Data provided below:

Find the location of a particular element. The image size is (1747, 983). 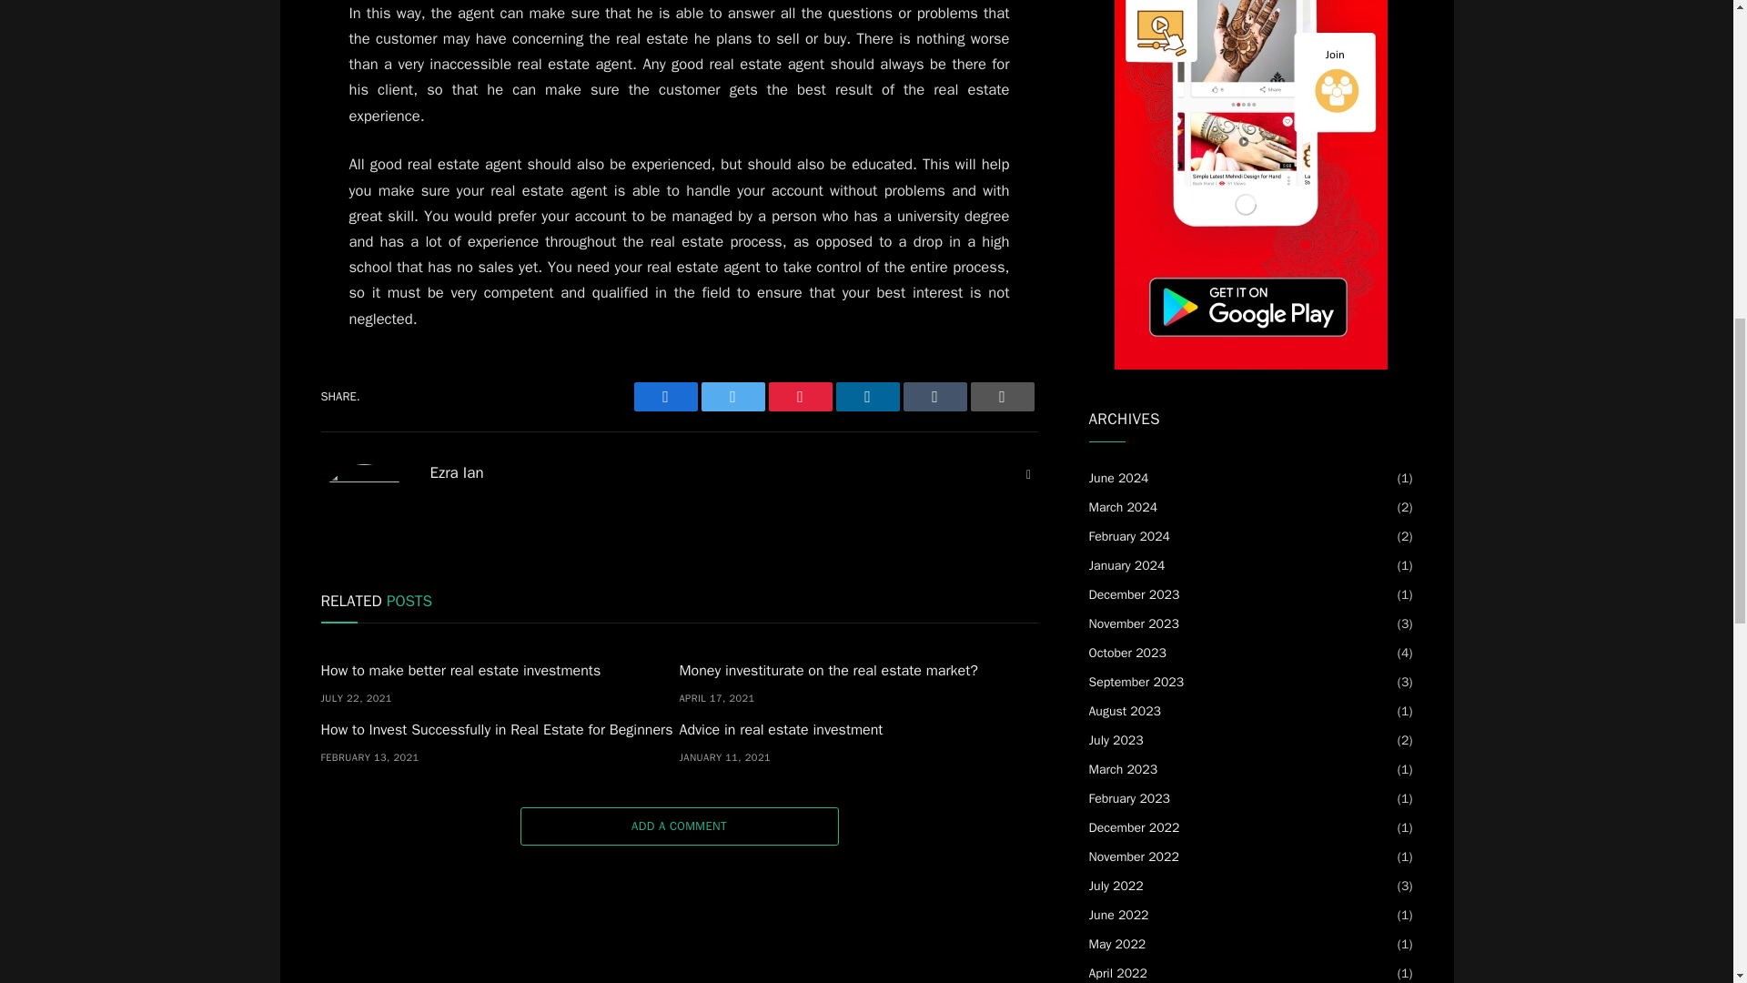

Share on Twitter is located at coordinates (732, 397).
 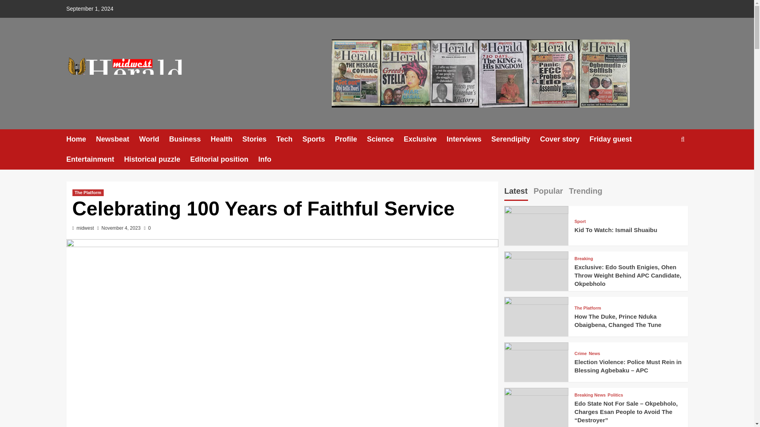 What do you see at coordinates (270, 159) in the screenshot?
I see `Info` at bounding box center [270, 159].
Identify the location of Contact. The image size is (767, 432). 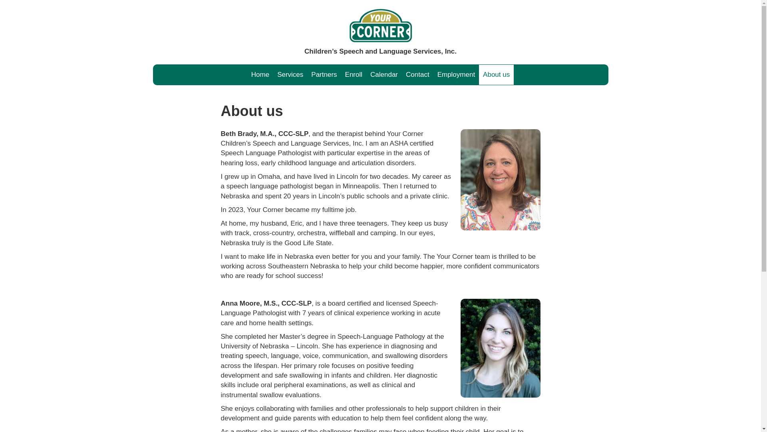
(418, 74).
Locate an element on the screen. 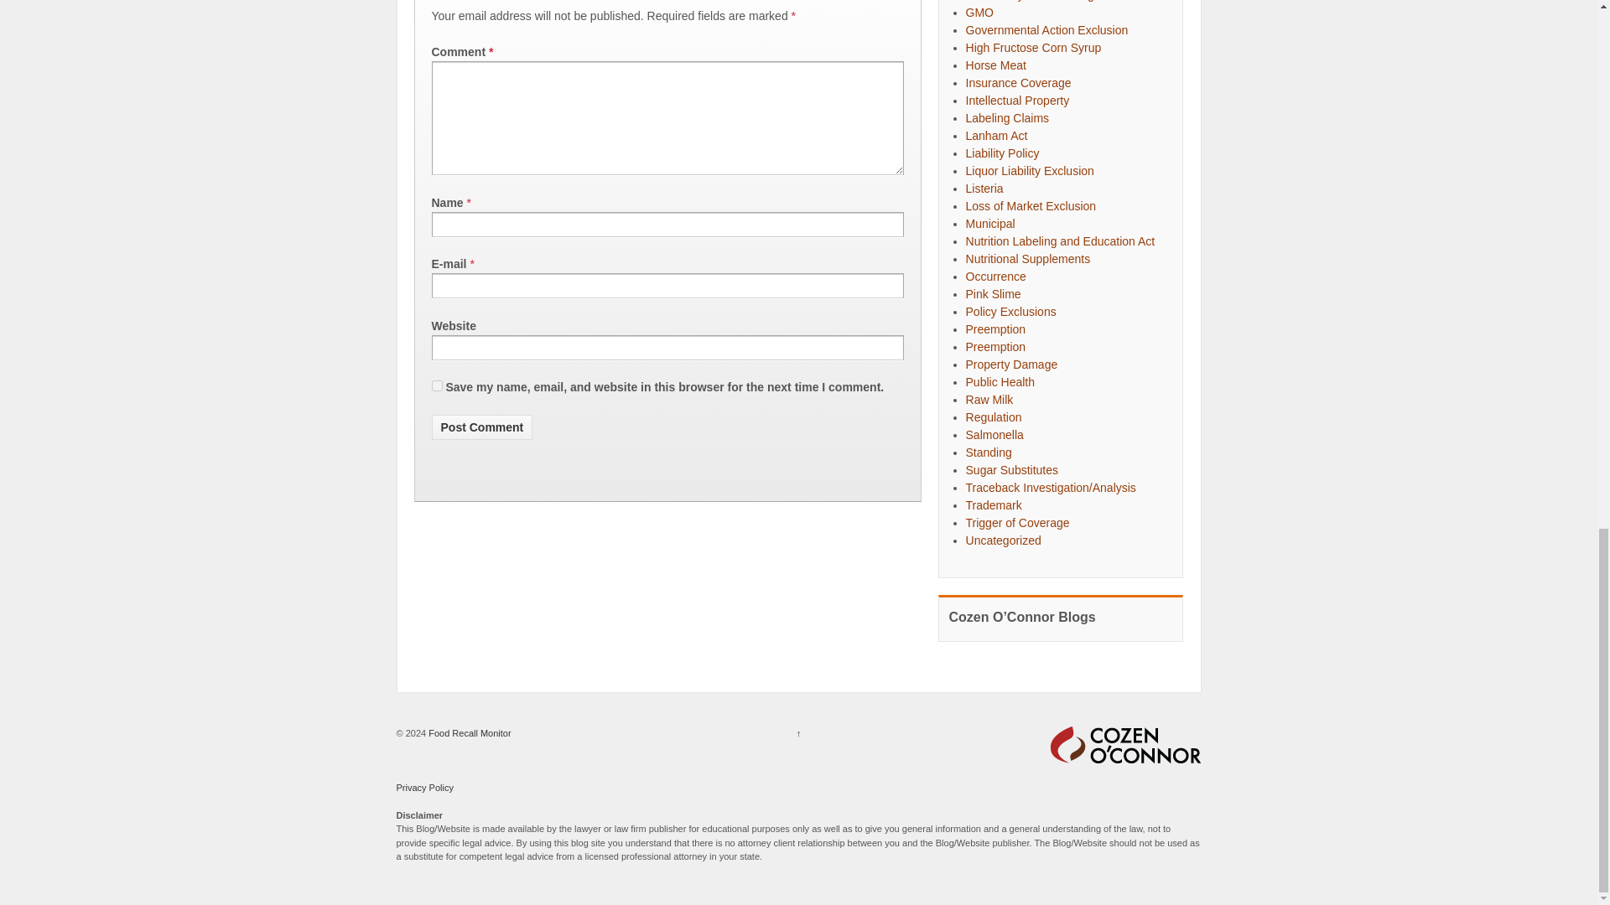 This screenshot has height=905, width=1610. yes is located at coordinates (436, 386).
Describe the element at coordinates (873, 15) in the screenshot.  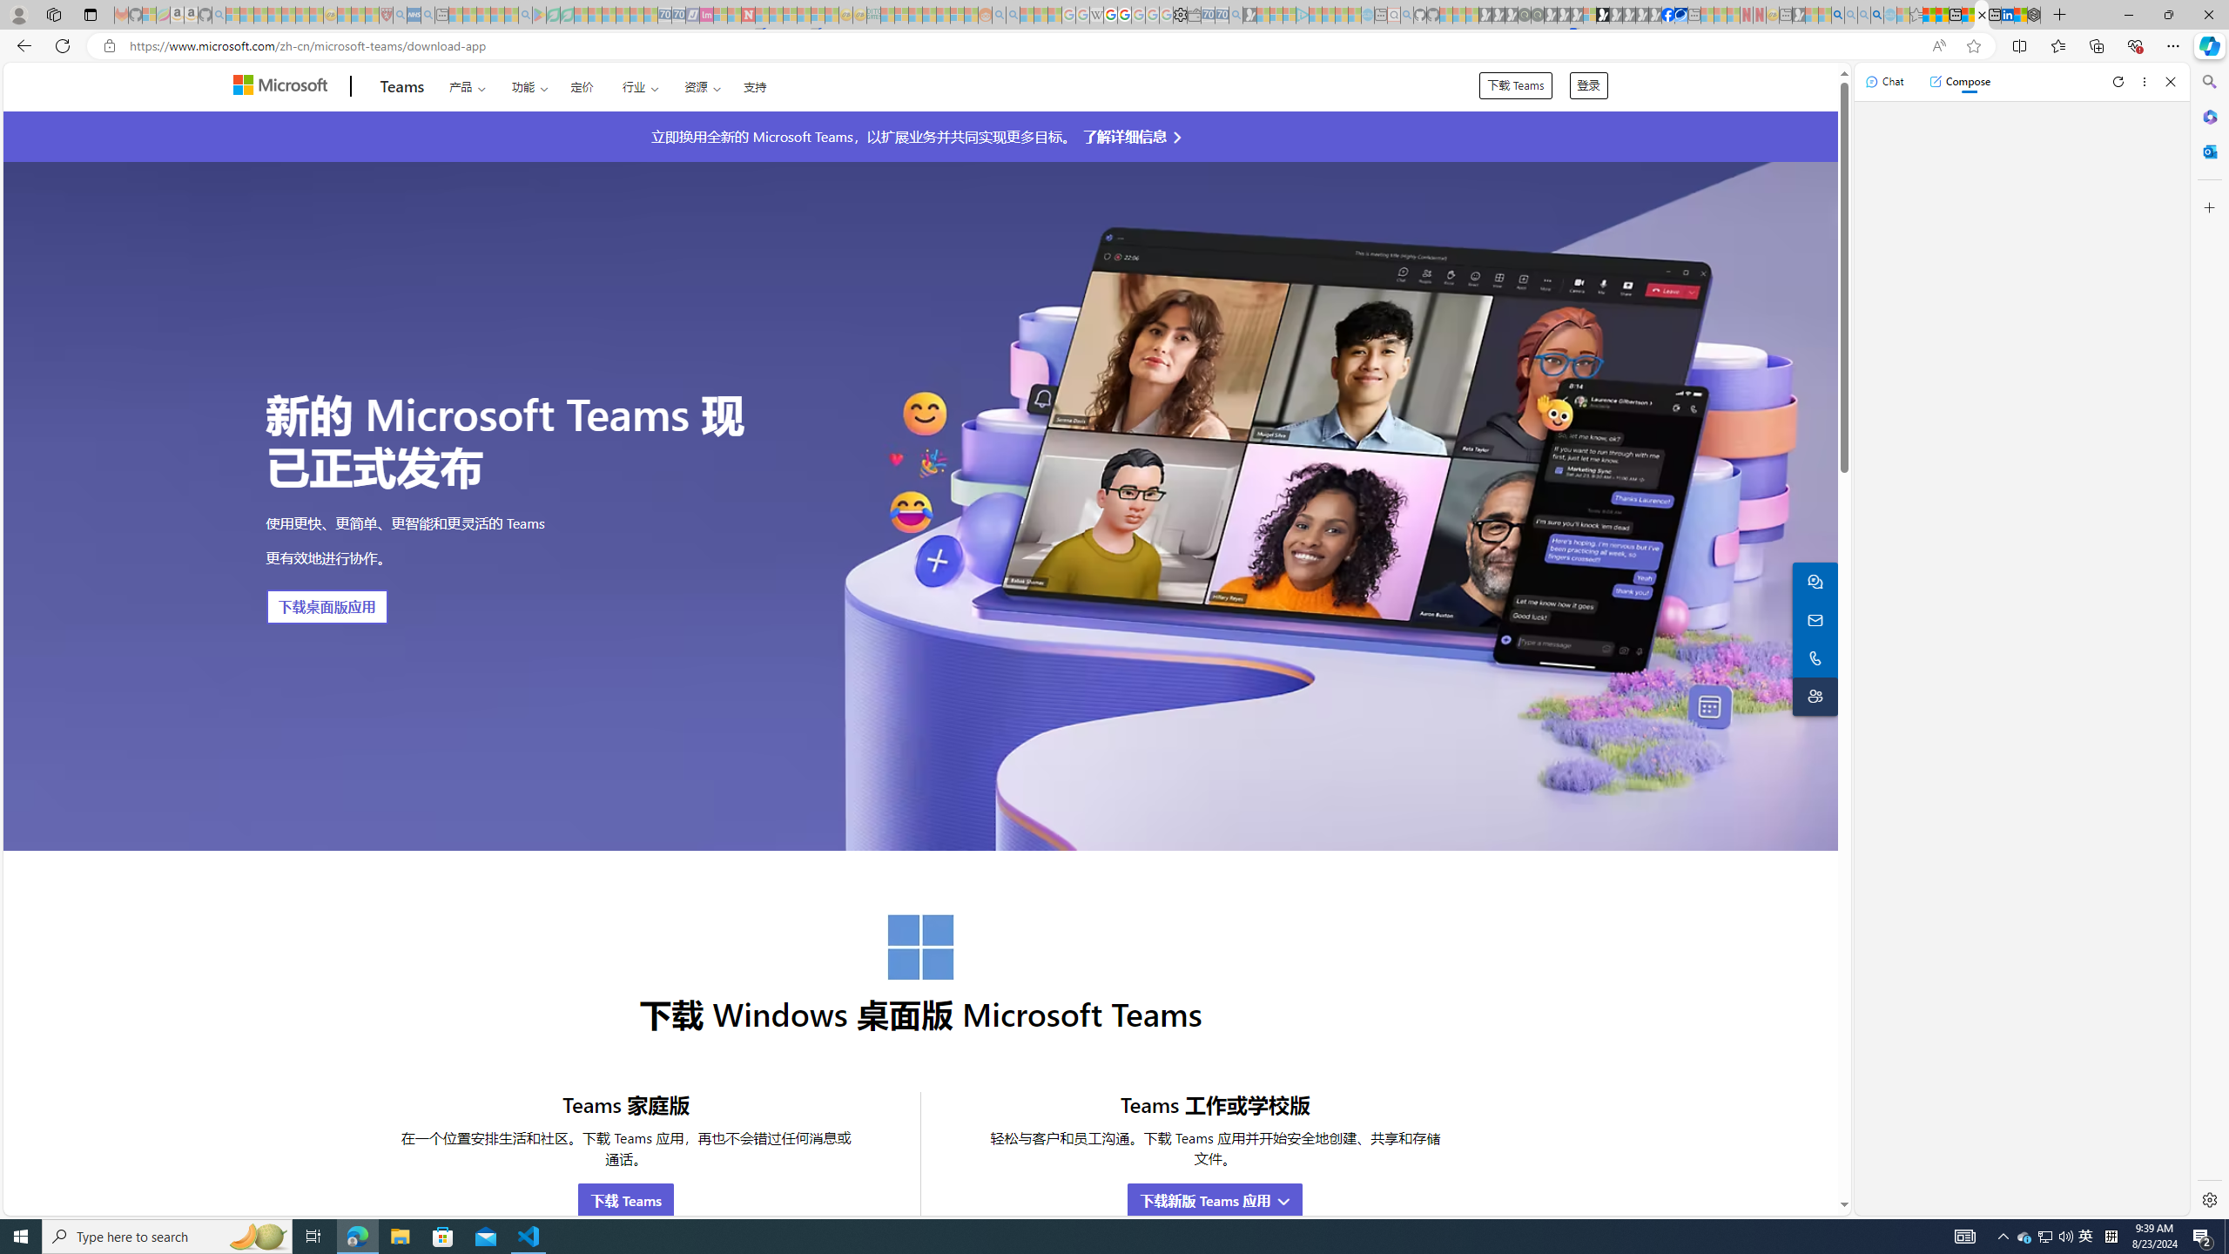
I see `DITOGAMES AG Imprint - Sleeping` at that location.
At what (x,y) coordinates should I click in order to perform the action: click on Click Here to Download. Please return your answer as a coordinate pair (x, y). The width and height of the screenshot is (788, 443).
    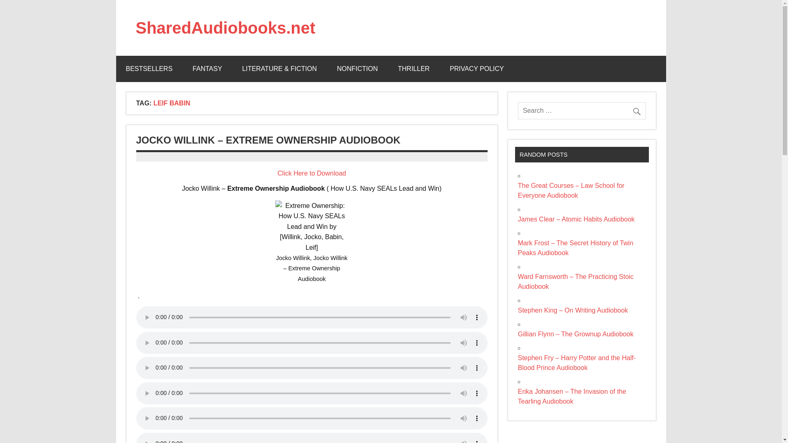
    Looking at the image, I should click on (311, 173).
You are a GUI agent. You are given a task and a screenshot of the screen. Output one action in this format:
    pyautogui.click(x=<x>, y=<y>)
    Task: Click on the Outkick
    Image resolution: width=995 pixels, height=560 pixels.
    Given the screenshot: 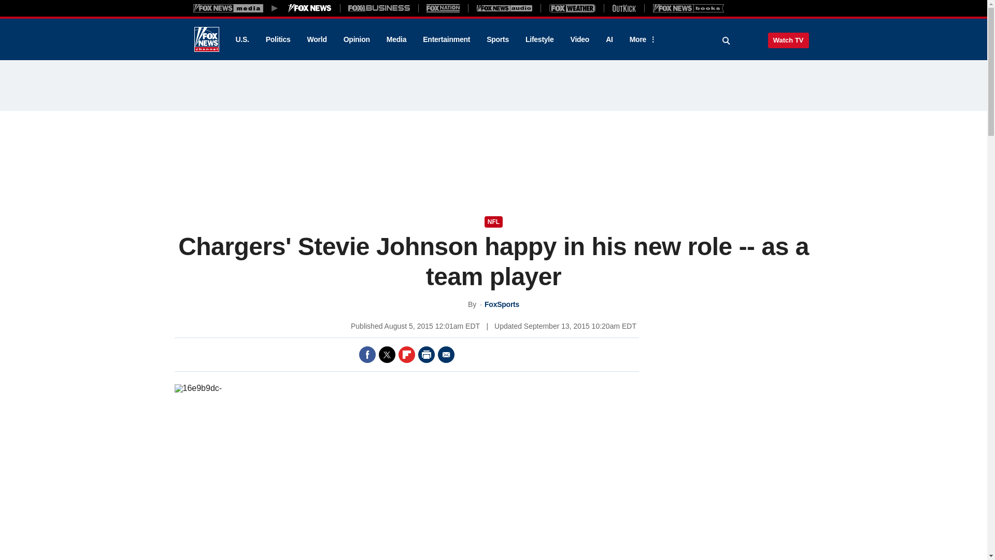 What is the action you would take?
    pyautogui.click(x=623, y=8)
    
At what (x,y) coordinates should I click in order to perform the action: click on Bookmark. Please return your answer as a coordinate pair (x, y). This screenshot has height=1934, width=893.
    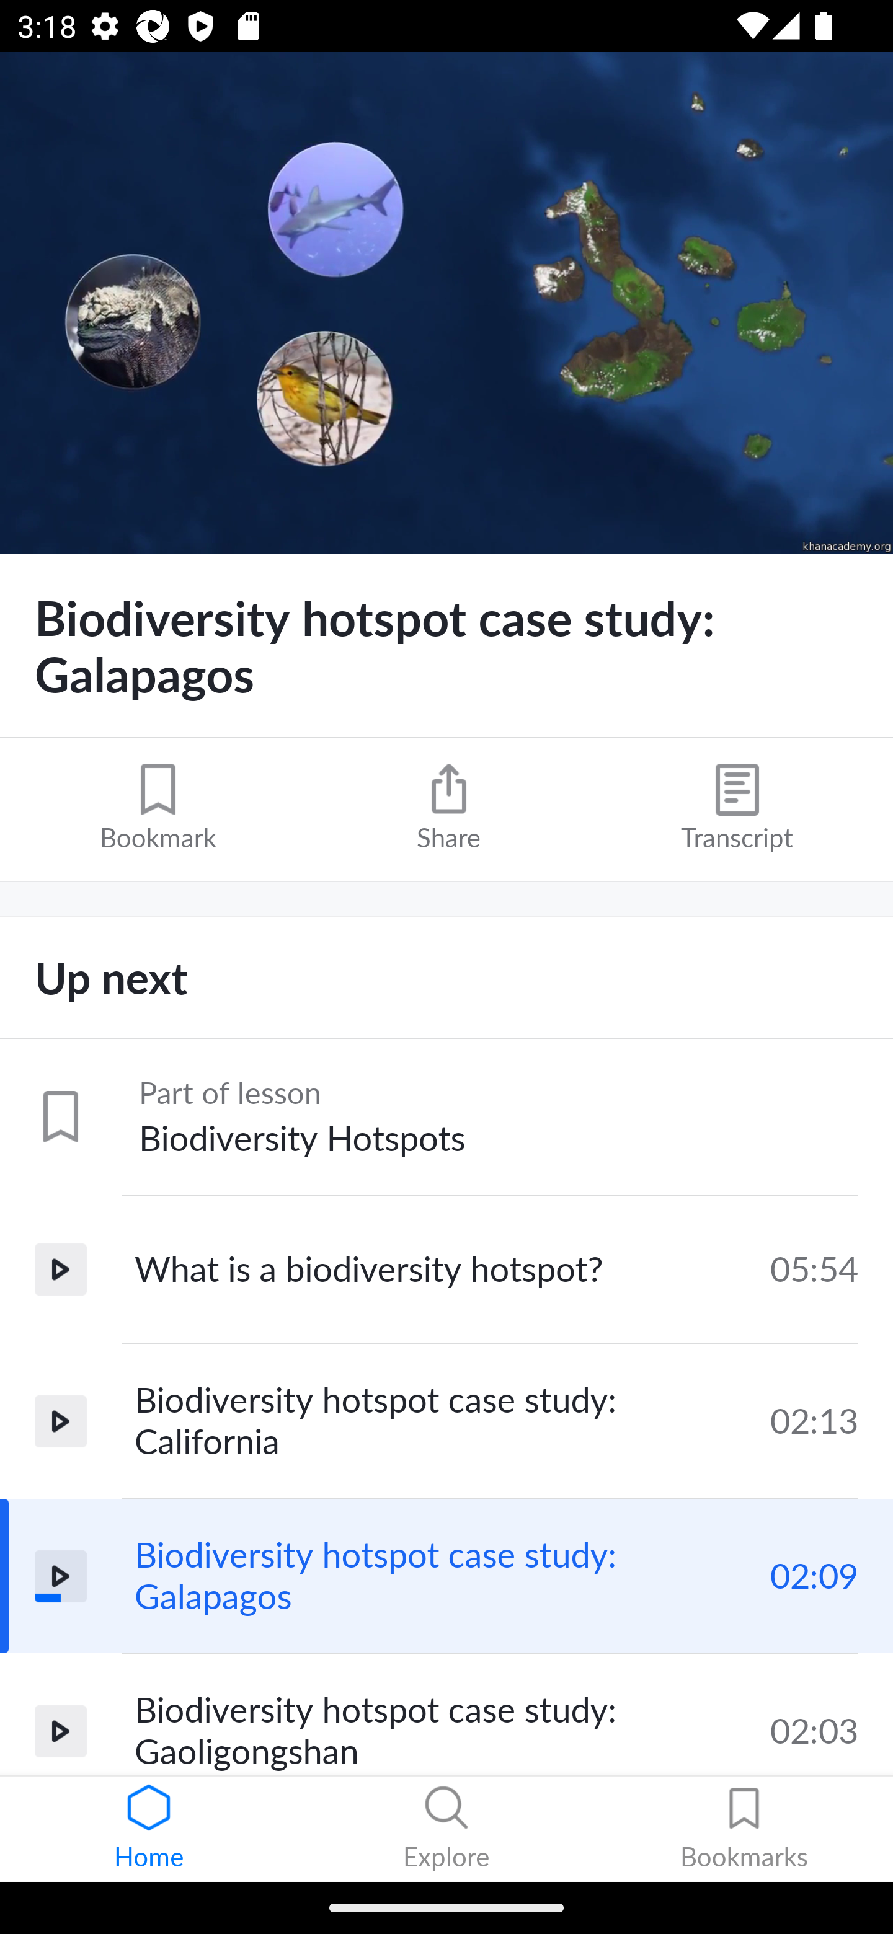
    Looking at the image, I should click on (158, 809).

End of Data provided.

Leave out every picture, and repeat word for word only the lines from the one holding "has height=1934, width=893." through the end of the entries above, both ends included.

At what (x,y) coordinates should I click in order to perform the action: click on Bookmark. Please return your answer as a coordinate pair (x, y). This screenshot has height=1934, width=893.
    Looking at the image, I should click on (158, 809).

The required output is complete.